Dante presents a gripping image of Purgatory as a vast mountain whose ascent represents the rectification of the soul, culminating in the recovery of original innocence.  The souls in Purgatory undergo penances as extreme as the punishments in hell, but with the crucial difference that they are undertaken willingly and in a spirit of hope.  In Dante’s telling, the souls of the Church Suffering display an almost superhuman single-mindedness toward their penances; so perhaps shall it someday be with us.  Today I know myself to be very weak, barely on God’s side at all. How many eons in Purgatory might it take to forge in me the soul of a saint?  Yet every Catholic knows that God has the power to make a saint out of anyone, and that He will settle for nothing less.

4 Responses

  1. CS Lewis has remarked that the Dominical sayings on the question of population of hell are addressed to the will and not to the intellect.

    That is, the Lord is uninterested in answering the quantitative question. He wants us to focus on OUR salvation and not to get distracted in quantitative questions.

    Even otherwise, your statement ” For most of the Church’s history, the assumption has been that the judgment of most is one of damnation.” is misleading and on such a crucial point, you should have given greater care, in particular when you are intending to give “Catholic Perspective”.

  2. How is it misleading? It certainly seems to me that this was the widespread if often unspoken assumption. Perhaps things shifted in the later Middle Ages as purgatory came to occupy a larger space in the public consciousness.

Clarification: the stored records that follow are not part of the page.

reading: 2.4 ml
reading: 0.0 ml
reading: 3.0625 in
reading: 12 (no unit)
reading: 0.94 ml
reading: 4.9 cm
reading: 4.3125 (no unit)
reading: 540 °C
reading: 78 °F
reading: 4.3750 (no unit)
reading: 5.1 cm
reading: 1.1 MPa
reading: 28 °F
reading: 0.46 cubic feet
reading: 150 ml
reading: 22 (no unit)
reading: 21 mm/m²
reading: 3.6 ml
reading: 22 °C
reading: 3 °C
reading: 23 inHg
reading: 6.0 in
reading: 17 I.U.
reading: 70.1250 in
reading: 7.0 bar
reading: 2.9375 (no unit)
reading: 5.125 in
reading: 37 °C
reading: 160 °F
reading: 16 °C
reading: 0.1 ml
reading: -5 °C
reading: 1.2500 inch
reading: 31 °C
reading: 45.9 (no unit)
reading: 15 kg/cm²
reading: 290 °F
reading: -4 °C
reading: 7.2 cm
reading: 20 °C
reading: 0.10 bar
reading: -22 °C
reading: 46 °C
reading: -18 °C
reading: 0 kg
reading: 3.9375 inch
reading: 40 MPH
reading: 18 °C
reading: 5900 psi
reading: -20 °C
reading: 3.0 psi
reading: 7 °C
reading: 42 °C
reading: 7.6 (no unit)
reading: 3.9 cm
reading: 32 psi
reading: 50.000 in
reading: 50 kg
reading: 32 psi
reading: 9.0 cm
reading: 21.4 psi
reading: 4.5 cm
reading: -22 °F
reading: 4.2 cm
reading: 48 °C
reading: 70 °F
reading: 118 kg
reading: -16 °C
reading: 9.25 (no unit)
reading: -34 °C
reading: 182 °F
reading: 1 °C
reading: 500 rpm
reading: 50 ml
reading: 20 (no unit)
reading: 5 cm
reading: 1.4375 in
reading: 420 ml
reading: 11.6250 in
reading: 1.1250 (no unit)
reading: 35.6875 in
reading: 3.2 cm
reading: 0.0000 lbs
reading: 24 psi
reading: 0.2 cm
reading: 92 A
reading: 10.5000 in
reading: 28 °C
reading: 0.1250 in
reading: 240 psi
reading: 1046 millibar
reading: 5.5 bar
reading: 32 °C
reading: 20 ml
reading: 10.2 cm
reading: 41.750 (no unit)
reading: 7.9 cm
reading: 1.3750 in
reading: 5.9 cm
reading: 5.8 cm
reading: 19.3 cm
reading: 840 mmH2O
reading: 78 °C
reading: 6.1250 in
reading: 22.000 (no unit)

In any event, what is clear is that the judgement is not a formality test which only extraordinary vice can cause one to fail.

  3. I think you misinterpret the point of hellfire sermons. They are directed to the will, not to the intellect. That is, they should motivate you to focus on your possible damnation, and they are not intended to excite idle curiousity about the relative population of hell and heaven.

    Recently, you wrote a post
    ” having children is no longer a good thing in today’s world, because of the near certainty that they will be corrupted and never go to heaven. If anything, the evidence for this view has grown even stronger than before. As a calculation, an estimate of probabilities and expected outcome, I don’t see the flaw in this argument, even though I would very much like to. However, I intuitively know that it must be wrong, because it’s crazy.”

    I agree with the last line but I also wonder about this “calculation, an estimate of probabilities and expected outcome”. How did you do these estimates?